Citigroup ended talks to sell OneMain, its noncore consumer lending unit, without a deal. The prospective buyers, a group including Warren Buffett's Berkshire Hathaway and two private-equity firms, would have needed to securitize OneMain's loans to fund it, and that's tough to do in the current environment. (Curse you, uncertainty!) Recall that OneMain, formerly known as CitiFinancial (and before that, Commercial Credit) was Sandy Weill's original building block for the empire of acquisitions that eventually became Citigroup. Now the retail lending operation sits in the clearance bin known as Citi Holdings, available for sale, and has shrunk to half of what its size was in 2009.

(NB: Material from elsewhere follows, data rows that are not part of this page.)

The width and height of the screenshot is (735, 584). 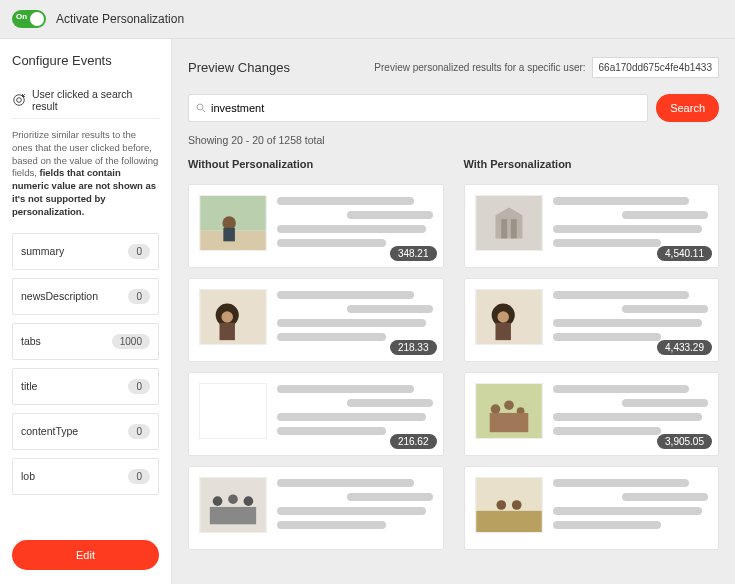 What do you see at coordinates (29, 386) in the screenshot?
I see `field-name: title` at bounding box center [29, 386].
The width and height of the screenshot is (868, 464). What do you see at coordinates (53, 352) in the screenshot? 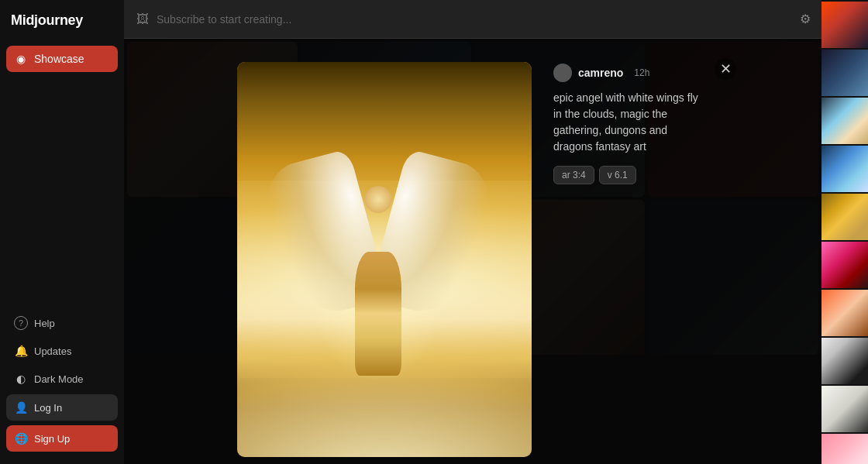
I see `updates-label: Updates` at bounding box center [53, 352].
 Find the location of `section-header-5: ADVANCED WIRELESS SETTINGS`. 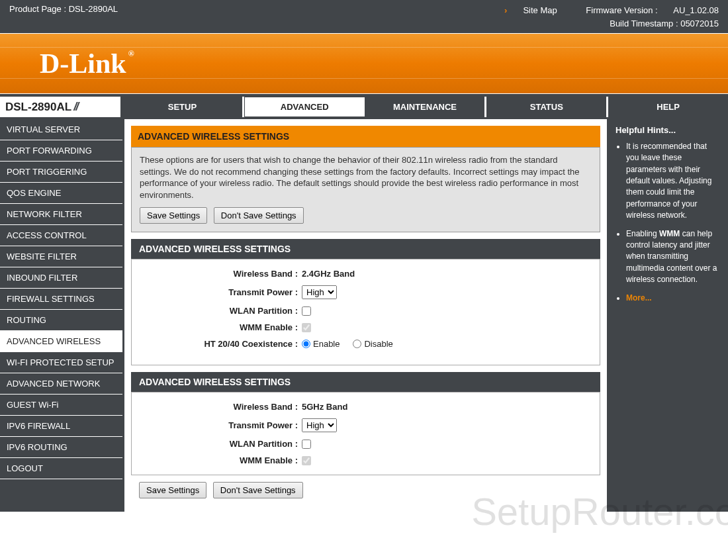

section-header-5: ADVANCED WIRELESS SETTINGS is located at coordinates (365, 382).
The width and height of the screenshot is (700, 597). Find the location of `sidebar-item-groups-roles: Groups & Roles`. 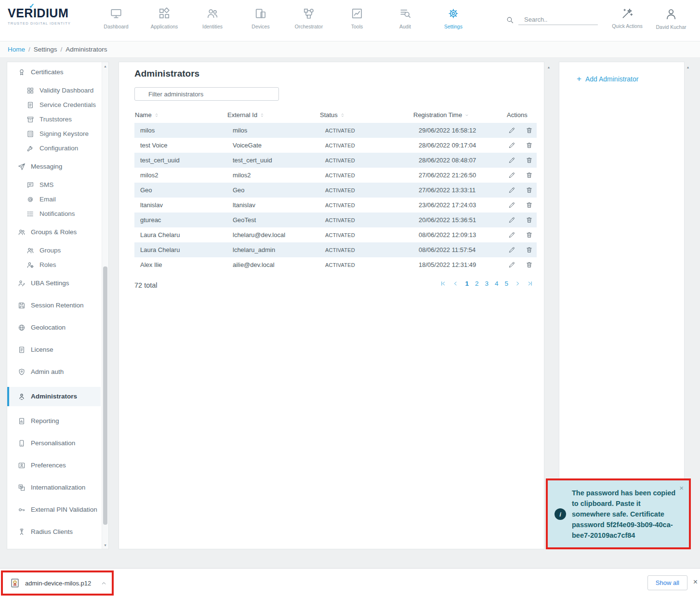

sidebar-item-groups-roles: Groups & Roles is located at coordinates (54, 232).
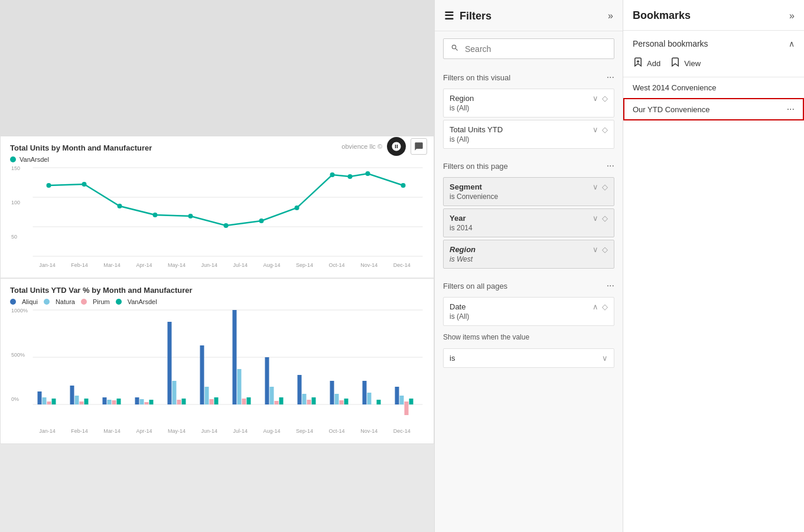  What do you see at coordinates (19, 311) in the screenshot?
I see `y-label-1000: 1000%` at bounding box center [19, 311].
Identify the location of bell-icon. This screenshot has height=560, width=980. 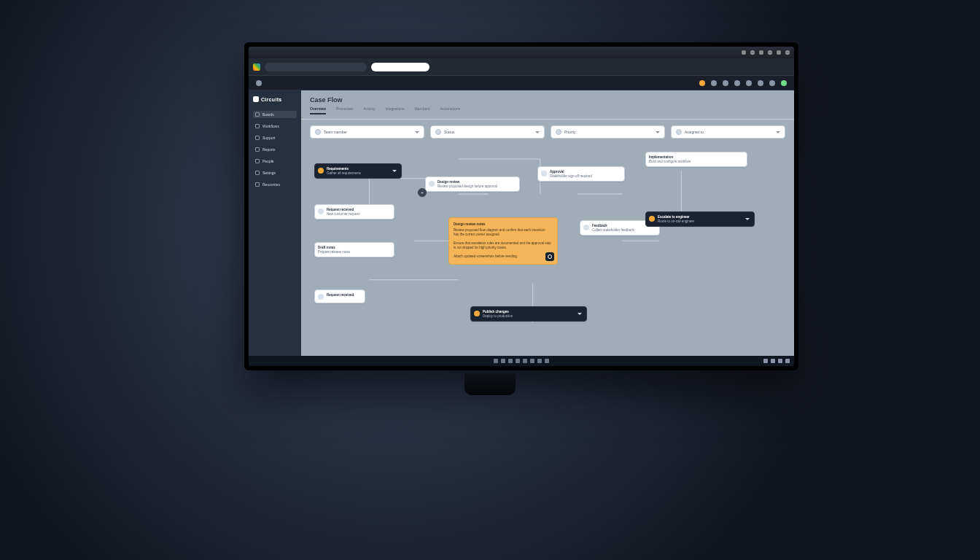
(761, 83).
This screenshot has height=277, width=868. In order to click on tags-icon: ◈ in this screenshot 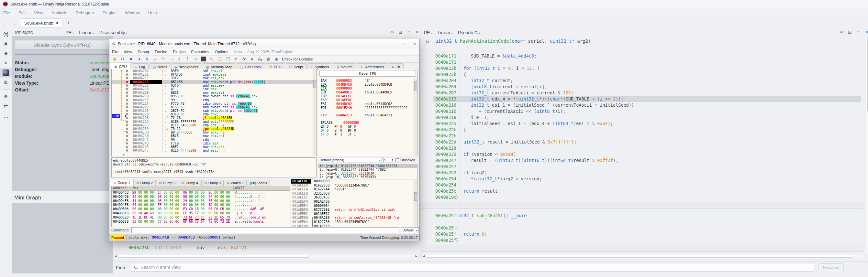, I will do `click(6, 53)`.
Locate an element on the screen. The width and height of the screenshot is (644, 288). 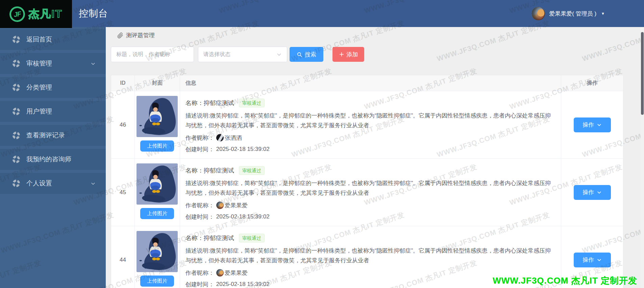
sidebar-item-3: 用户管理 is located at coordinates (53, 111).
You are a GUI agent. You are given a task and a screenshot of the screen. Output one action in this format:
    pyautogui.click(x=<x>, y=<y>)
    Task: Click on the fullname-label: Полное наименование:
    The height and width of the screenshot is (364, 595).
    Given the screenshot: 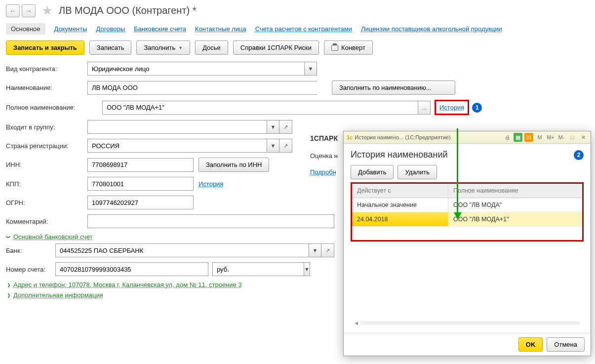 What is the action you would take?
    pyautogui.click(x=54, y=108)
    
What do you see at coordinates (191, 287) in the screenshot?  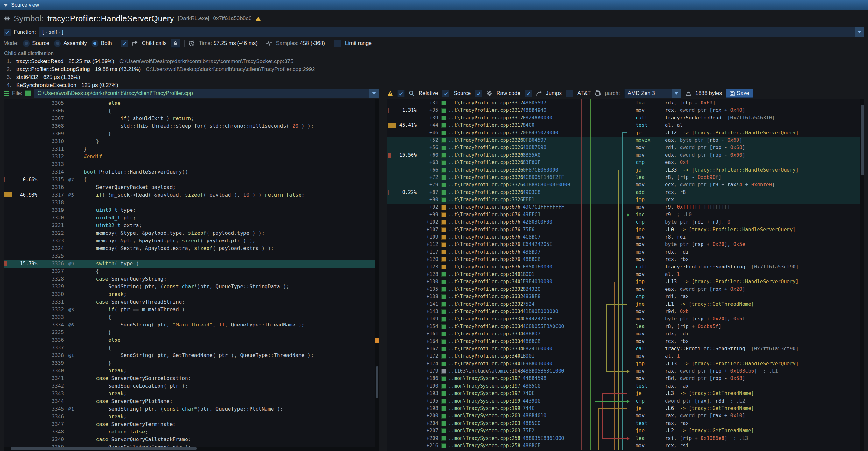 I see `source-line-3329: 3329 SendString( ptr, (const char*)ptr, …` at bounding box center [191, 287].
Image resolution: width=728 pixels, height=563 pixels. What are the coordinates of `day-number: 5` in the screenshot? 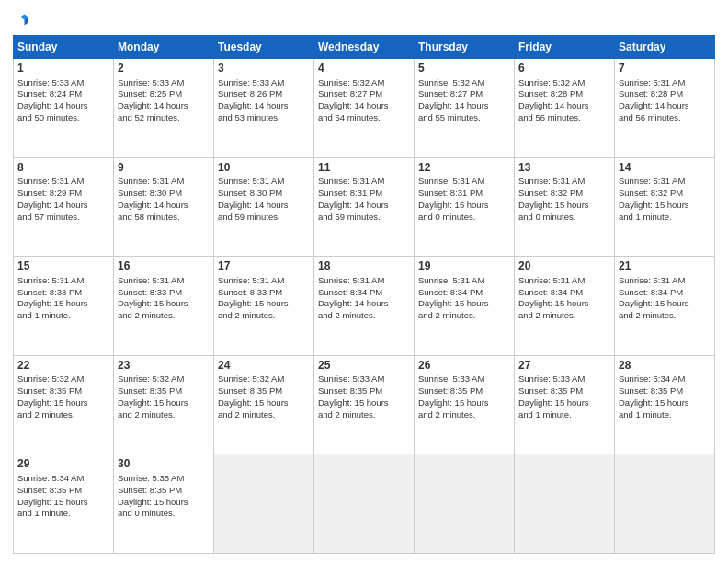 It's located at (464, 69).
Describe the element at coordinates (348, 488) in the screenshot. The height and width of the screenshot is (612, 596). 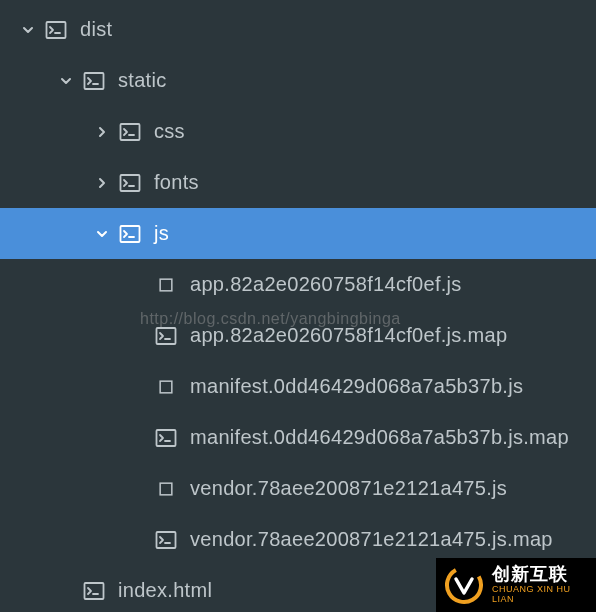
I see `file-label: vendor.78aee200871e2121a475.js` at that location.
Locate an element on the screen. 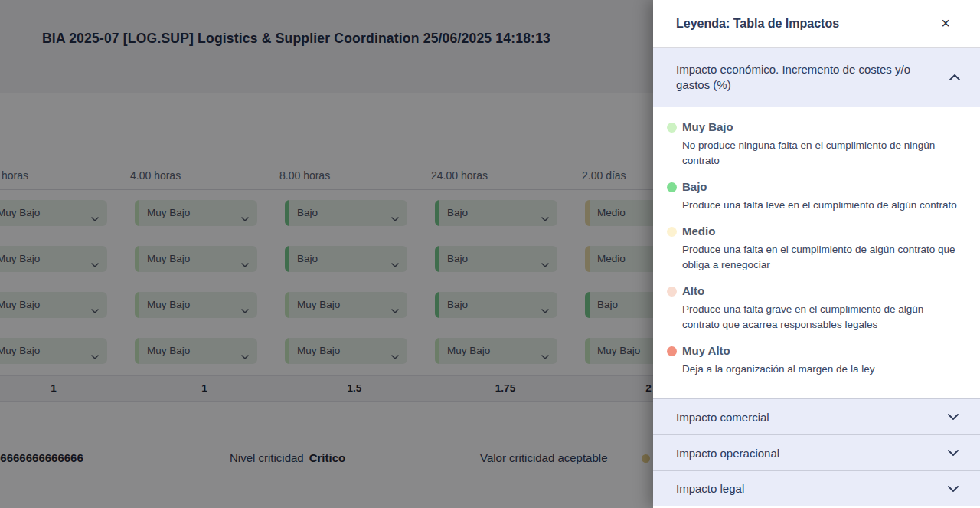 Image resolution: width=980 pixels, height=508 pixels. legend-item: Muy Alto Deja a la organización al marge… is located at coordinates (807, 360).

Well, investors may be leery of consumer asset-backed debt, but several financial institutions, including Citi and GE Capital, are taking advantage of favorable market conditions for their debt. A total of nearly $12 billion of financial-sector corporate bonds may be issued this week, the most in nearly six months, the Journal reports. Why the rush to market? Aside from pent-up investor demand, the companies also want to raise funds to help repay soon-to-mature debt, much of which was issued with government guarantees in the wake of the crisis. The banks may also use cash on hand to pay down a chunk of their maturing obligations, given that they need to reduce leverage to meet the new Basel III standards.

Financial Times

Trial balloon alert: The still-in-progress $25 billion Foreclosuregate settlement now may force holders of mortgage-backed securities serviced by the major banks to eat some of the cost, in the form of principal reductions, anonymice tell the FT. Mind you, the terms being discussed by government and industry officials would theoretically give the banks an incentive to start by writing down the second liens they hold on their own balance sheets: "Each of the banks involved will have to meet a certain dollar target to fulfill their end of the deal. Each dollar of reduced payments or overall loan balances would be treated like a credit. A dollar of principal reduction on loans held on the banks' own books would get a higher credit … than reducing a dollar of loan principal on mortgages owned by bond investors." But it's still the banks' call how to earn that credit: "The servicers would have to determine that a mortgage restructuring would be more beneficial to the investor than a foreclosure, and the contracts governing the mortgage securities would have to allow for loan modifications. Investors probably would have no say in the decision." Oh, and the final settlement is now "weeks away"; didn't Iowa Attorney General Tom Miller say not too long ago there'd be a deal by Christmas?